In China and India where ultrasounds have detected females in the womb, this has led to more abortions. One Chinese dissident, Chi An, tells of rampant female infanticide, living babies being thrown out with the rubbish, and babies about to be born being injected with formaldehyde.[1] Both countries have witnessed female infanticide on a momentous scale, and China had a compulsory one-child policy which has led to the deaths of hundreds of thousands of female infants, whether born or unborn.[2] So terrible were the effects of this policy in China that in 2016 authorities adopted a two-child policy, and in 2021 tried to encourage a three-child policy

The situation in Australia is both interesting and appalling. A keen defender of the right to kill the unborn and an ardent feminist, Leslie Cannold nevertheless objects to abortion on the grounds of sex selection – which usually means the death of the female child.[3] She sees sex selection abortion as an assault on women.

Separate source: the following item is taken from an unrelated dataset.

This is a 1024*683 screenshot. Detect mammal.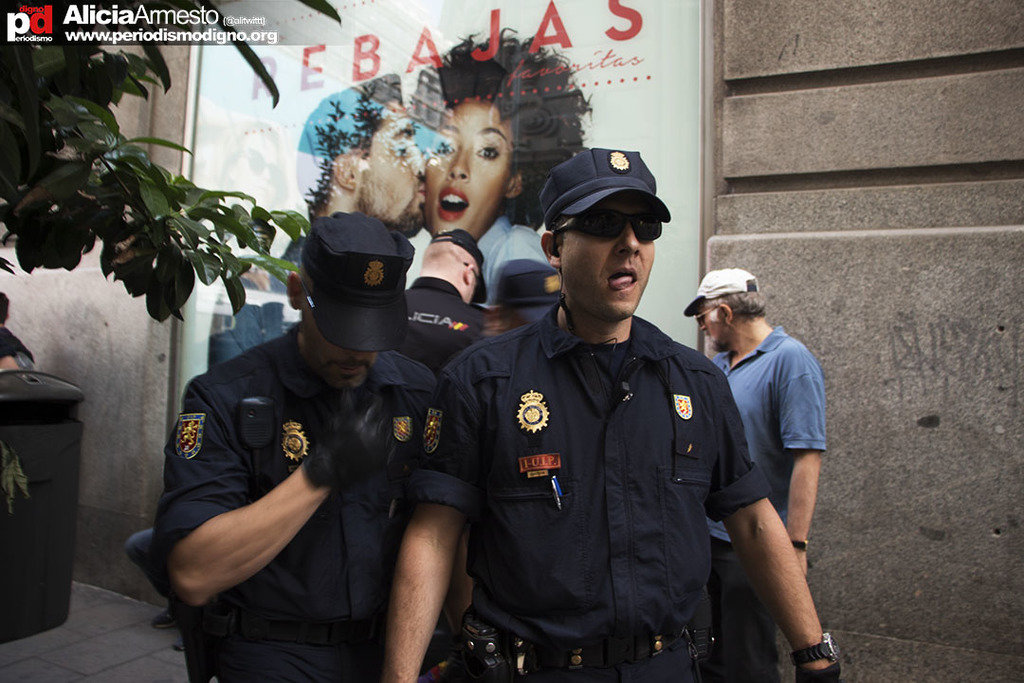
detection(0, 291, 37, 369).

Janet Hadley also protests: ‘A society which tolerates female infanticide or abortion of female fetuses holds women in contempt, whatever status women may achieve as mothers of sons.’ Yet she fears that banning sex-selection abortions will drive a wedge into other abortion laws.[4]

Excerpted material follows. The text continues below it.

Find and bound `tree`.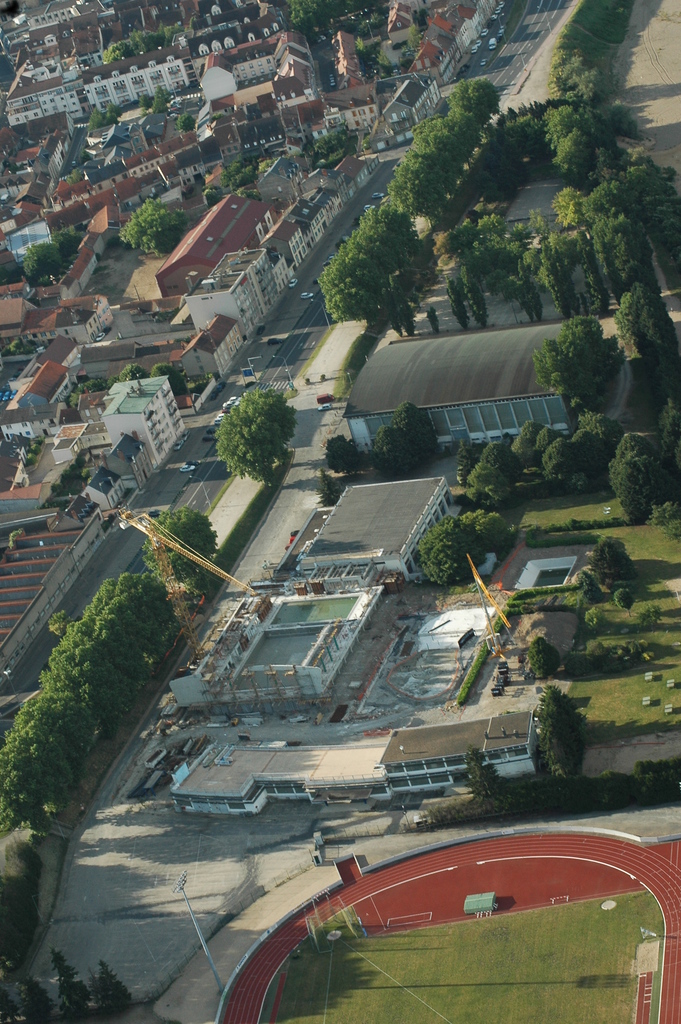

Dr Amanuel Gebremedhin of Edith Cowan University reported in June 2025 that Indian and Chinese families living in Australia revealed a skewed sex ratio at birth, especially if the family already had a daughter or two. He called for the inevitable ‘discussion’ on this, but finished lamely: ‘While maintaining rights of bodily autonomy, sex-selective abortion should be discouraged, as it undermines broader commitments to gender equality and non-discrimination.’[5]

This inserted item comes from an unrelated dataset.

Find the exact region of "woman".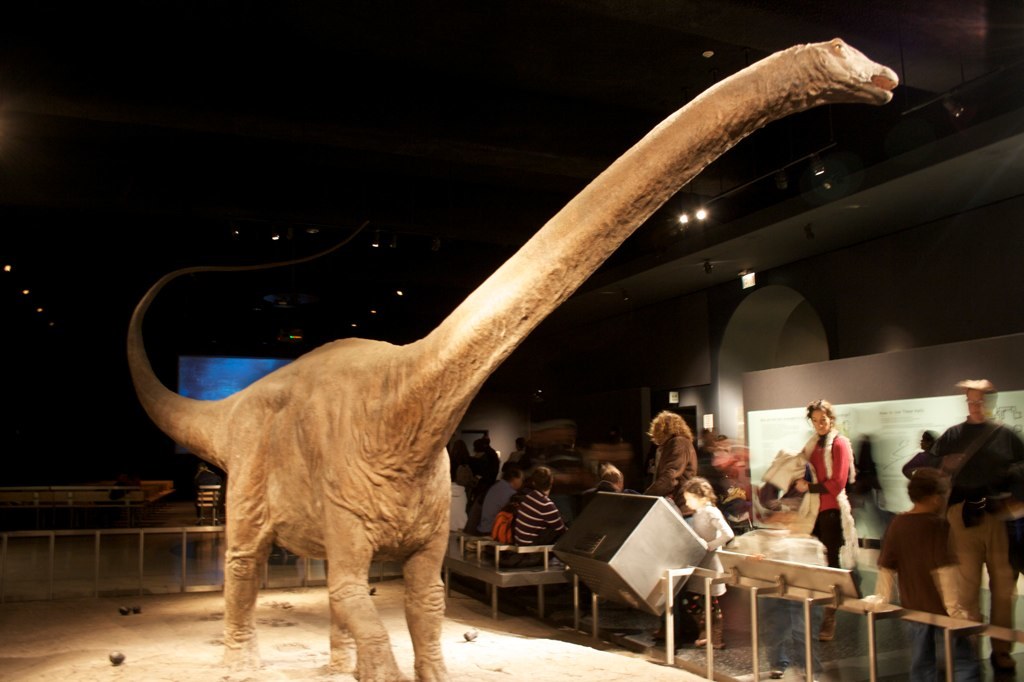
Exact region: l=648, t=410, r=704, b=526.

Before coming to the main point, we ought to note that it is not all one-way traffic. In 2011 in Victoria a couple terminated twin boys conceived through IVF because they wanted a girl.[6]

But the main point regarding sex selection abortion is not that is unpleasant because it discriminates but that it is sinful because it is the killing of the innocent. Given Australia’s capitulation to abortion up to birth (and even after), it is difficult to see how banning will achieve much in terms of lives saved. Those wanting to rid themselves of an unborn child can give any reason they want.

Abortion is wrong for both sexes. Mr Ruddick’s bill should cause a fluster in the hen house. And that is welcome, but it is only a wedge to press further.

– Peter Barnes


[1] see Steve Mosher, A Mother’s Ordeal: The Story of Chi An, One Woman’s Fight Against China’s One-Child Policy, (United States: Little, Brown and Company, 1994).

[2] In January 2006 an article in the British medical journal The Lancet suggested that selective abortion had led to the deaths of up to 10 million baby girls in 20 years, despite the fact that the practice of gender selective abortion has been illegal since 1994; see S. Sheth, ‘Missing female births in India’, in The Lancet, vol. 367, issue 9506, pp.185-186.

[3] L. Cannold, The Abortion Myth, (St Leonards: Allen and Unwin, 1998p.128.

[4] J. Hadley, Abortion: Between Freedom and Necessity (London: Virago Press, 1996), p.100.

[5] ECU Newsroom, 30 June 2025.

[6] Herald Sun ‘Couple aborts twin boys for girl’, 8 January 2011.